Dataset entries:
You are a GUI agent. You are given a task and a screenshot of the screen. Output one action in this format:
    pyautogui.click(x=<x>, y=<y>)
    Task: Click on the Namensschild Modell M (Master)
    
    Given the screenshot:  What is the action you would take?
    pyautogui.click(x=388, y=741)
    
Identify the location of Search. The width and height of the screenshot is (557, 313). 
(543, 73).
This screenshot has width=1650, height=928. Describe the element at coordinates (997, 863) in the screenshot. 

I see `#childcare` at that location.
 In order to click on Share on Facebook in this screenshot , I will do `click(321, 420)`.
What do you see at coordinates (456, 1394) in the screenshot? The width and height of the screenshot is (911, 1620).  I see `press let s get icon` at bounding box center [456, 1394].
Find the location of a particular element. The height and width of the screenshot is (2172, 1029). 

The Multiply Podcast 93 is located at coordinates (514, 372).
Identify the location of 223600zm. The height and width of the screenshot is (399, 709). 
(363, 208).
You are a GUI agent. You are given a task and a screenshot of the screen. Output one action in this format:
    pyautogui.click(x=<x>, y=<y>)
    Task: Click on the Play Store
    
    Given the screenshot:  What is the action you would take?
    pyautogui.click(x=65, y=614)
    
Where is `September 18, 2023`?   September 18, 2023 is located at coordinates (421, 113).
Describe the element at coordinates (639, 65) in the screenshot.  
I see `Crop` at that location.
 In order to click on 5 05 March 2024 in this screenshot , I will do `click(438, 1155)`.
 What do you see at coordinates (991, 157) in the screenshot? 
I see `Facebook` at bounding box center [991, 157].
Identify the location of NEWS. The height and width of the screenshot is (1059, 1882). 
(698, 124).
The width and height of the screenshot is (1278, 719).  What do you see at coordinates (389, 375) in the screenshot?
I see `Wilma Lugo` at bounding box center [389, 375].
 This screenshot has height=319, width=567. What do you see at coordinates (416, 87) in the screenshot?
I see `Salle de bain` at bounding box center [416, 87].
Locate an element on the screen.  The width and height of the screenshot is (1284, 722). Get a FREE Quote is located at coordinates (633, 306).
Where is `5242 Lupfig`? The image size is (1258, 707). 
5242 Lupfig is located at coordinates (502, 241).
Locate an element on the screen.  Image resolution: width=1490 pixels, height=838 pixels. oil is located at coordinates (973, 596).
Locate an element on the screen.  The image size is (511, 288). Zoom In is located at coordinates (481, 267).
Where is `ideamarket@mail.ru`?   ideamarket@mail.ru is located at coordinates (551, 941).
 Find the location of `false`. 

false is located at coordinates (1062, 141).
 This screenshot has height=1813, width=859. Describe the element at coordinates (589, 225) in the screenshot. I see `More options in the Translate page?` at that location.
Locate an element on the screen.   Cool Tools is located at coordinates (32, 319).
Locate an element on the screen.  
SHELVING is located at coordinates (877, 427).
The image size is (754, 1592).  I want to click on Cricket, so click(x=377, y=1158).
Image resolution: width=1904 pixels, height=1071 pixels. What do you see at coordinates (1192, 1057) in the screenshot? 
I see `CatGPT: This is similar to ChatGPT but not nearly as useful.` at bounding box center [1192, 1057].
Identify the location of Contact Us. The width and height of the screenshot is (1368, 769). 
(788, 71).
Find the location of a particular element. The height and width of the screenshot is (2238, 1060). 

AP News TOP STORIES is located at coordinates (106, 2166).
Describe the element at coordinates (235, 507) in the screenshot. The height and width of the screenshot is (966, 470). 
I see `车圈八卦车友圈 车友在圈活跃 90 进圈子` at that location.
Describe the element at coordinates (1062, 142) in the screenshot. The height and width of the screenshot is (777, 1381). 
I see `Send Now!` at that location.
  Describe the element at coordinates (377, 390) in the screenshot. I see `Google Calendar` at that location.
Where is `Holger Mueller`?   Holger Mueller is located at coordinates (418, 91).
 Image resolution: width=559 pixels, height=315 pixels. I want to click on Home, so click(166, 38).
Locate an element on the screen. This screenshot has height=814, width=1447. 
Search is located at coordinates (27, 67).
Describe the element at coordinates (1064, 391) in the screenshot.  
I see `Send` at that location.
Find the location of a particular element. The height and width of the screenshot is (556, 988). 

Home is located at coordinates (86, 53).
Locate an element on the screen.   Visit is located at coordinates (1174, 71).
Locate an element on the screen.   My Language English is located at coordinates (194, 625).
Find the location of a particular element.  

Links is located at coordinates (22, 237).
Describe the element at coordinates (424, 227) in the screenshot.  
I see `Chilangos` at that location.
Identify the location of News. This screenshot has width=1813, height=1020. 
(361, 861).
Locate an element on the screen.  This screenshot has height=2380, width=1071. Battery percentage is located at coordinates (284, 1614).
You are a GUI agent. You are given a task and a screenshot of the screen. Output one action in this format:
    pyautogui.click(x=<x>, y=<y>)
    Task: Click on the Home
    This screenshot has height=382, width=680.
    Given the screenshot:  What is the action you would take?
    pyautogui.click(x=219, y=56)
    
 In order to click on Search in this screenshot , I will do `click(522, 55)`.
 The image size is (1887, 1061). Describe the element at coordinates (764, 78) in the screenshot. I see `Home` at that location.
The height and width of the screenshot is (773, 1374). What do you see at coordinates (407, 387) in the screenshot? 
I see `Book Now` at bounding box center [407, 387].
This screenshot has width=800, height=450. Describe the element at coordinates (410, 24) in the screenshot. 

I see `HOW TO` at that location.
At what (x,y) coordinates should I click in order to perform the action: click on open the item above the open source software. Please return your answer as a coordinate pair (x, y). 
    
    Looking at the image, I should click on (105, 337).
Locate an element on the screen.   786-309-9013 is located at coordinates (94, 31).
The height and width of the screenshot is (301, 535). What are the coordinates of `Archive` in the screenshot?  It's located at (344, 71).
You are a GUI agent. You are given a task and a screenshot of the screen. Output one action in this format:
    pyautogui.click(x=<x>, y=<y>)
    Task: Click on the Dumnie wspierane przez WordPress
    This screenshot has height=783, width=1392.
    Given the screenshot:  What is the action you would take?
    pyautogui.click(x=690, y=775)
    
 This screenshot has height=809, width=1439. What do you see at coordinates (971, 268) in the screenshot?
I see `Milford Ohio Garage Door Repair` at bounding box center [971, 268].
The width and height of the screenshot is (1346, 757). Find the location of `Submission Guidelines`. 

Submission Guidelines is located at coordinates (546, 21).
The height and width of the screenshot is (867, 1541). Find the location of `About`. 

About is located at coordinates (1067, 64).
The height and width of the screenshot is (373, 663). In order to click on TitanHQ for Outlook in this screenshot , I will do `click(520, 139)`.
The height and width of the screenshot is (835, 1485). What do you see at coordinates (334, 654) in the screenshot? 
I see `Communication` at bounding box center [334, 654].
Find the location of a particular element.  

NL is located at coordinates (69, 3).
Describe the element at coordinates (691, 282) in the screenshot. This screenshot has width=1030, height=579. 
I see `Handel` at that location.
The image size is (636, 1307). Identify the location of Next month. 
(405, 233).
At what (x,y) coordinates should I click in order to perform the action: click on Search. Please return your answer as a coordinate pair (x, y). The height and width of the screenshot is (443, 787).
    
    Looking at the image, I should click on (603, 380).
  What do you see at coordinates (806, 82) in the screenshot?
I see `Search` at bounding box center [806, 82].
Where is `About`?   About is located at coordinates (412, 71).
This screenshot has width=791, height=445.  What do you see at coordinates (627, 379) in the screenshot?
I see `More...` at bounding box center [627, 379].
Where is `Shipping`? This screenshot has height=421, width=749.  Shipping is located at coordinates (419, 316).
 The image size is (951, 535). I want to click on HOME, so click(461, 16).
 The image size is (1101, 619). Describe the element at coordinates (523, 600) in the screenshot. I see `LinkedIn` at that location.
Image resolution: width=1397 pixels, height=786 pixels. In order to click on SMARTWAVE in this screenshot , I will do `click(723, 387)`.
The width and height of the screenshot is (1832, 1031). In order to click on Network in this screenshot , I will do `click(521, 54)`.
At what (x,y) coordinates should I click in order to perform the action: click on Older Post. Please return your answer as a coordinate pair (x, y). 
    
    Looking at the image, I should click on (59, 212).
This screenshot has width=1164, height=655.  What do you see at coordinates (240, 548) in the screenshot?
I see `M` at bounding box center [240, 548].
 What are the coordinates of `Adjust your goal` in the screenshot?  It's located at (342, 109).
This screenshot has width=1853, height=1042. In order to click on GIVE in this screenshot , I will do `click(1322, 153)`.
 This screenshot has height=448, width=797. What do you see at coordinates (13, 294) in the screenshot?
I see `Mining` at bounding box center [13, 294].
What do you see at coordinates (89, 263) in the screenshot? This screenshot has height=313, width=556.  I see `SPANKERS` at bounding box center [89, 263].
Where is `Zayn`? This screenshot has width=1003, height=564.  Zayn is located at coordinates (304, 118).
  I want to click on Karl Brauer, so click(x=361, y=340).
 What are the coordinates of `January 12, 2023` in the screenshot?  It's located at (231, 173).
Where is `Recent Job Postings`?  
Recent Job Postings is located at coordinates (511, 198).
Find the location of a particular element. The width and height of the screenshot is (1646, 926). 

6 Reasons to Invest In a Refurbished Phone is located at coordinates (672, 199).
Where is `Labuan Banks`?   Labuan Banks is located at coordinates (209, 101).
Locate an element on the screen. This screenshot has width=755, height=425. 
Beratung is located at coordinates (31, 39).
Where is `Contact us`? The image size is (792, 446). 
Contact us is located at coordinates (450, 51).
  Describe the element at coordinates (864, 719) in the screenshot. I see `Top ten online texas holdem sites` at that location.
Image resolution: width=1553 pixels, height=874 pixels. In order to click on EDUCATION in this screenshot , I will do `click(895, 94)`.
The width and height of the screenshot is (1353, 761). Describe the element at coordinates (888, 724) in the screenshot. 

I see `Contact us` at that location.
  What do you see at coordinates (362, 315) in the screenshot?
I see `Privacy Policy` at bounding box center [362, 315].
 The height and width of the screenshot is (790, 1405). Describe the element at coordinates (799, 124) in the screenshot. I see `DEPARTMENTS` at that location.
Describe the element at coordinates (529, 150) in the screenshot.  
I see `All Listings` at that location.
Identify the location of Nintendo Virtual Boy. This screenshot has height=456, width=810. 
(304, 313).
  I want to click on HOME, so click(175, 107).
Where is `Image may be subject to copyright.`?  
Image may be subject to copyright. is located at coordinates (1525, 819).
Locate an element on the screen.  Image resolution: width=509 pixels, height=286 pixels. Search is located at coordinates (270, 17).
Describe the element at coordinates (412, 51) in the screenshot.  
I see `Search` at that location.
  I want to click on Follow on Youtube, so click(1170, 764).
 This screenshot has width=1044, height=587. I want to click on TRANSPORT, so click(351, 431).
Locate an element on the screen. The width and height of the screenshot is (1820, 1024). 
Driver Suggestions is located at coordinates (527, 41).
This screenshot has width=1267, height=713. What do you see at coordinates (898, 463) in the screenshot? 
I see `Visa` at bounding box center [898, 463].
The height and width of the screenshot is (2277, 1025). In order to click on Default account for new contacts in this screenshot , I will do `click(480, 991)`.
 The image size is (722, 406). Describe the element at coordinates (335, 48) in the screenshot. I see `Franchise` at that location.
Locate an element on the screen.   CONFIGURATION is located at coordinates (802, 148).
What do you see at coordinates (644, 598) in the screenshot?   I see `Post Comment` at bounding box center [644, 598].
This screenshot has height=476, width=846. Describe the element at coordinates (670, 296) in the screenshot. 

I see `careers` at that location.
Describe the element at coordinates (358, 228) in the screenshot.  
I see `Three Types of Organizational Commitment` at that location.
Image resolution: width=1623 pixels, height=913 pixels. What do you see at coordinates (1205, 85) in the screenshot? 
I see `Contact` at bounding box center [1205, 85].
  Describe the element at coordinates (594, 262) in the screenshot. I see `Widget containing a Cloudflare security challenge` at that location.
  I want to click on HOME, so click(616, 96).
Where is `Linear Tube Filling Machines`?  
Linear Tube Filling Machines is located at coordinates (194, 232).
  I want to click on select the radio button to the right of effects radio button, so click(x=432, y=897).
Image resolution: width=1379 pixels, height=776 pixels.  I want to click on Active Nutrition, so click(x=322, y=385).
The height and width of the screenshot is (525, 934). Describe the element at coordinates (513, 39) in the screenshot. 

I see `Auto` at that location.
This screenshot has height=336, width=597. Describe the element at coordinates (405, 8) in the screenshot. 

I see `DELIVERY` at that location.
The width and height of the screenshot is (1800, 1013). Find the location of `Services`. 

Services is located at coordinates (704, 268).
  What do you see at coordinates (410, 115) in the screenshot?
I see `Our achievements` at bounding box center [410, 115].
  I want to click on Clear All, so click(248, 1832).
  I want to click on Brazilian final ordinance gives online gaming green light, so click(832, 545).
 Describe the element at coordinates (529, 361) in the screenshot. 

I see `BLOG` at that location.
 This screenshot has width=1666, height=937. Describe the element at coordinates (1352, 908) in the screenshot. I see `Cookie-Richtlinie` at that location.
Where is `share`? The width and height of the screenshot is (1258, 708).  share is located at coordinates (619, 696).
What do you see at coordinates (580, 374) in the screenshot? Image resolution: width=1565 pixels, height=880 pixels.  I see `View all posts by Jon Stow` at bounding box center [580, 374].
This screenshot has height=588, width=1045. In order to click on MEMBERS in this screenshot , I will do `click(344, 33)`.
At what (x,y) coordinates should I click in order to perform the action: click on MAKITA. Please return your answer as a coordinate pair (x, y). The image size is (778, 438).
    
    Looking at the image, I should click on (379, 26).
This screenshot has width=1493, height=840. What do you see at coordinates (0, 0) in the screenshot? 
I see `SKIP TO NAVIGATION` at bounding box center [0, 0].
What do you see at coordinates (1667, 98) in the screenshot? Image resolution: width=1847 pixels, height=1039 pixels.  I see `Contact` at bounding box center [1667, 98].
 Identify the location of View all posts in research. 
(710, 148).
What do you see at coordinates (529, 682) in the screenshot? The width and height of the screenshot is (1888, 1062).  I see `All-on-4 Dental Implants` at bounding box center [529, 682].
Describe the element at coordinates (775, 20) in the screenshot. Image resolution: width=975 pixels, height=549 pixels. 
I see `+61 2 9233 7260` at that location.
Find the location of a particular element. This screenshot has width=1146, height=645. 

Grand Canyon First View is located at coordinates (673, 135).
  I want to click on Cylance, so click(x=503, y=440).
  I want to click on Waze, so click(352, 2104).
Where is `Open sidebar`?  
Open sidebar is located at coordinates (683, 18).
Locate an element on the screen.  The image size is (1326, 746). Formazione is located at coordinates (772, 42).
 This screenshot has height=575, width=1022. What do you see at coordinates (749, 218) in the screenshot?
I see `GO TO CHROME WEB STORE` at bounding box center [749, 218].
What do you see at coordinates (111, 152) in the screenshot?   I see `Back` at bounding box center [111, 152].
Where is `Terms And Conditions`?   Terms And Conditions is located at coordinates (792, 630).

PROBLEM DETAILS: What you give back should be exactly the lines of the data above from the line with "This screenshot has height=382, width=680." through the line with "This screenshot has height=783, width=1392.", both of those included, and nothing more.

TASK RESPONSE:
    This screenshot has height=382, width=680.
    Given the screenshot:  What is the action you would take?
    pyautogui.click(x=219, y=56)
    
 In order to click on Search in this screenshot , I will do `click(522, 55)`.
 The image size is (1887, 1061). Describe the element at coordinates (764, 78) in the screenshot. I see `Home` at that location.
The height and width of the screenshot is (773, 1374). What do you see at coordinates (407, 387) in the screenshot? 
I see `Book Now` at bounding box center [407, 387].
This screenshot has width=800, height=450. Describe the element at coordinates (410, 24) in the screenshot. 

I see `HOW TO` at that location.
At what (x,y) coordinates should I click in order to perform the action: click on open the item above the open source software. Please return your answer as a coordinate pair (x, y). 
    
    Looking at the image, I should click on (105, 337).
Locate an element on the screen.   786-309-9013 is located at coordinates (94, 31).
The height and width of the screenshot is (301, 535). What are the coordinates of `Archive` in the screenshot?  It's located at (344, 71).
You are a GUI agent. You are given a task and a screenshot of the screen. Output one action in this format:
    pyautogui.click(x=<x>, y=<y>)
    Task: Click on the Dumnie wspierane przez WordPress
    This screenshot has height=783, width=1392.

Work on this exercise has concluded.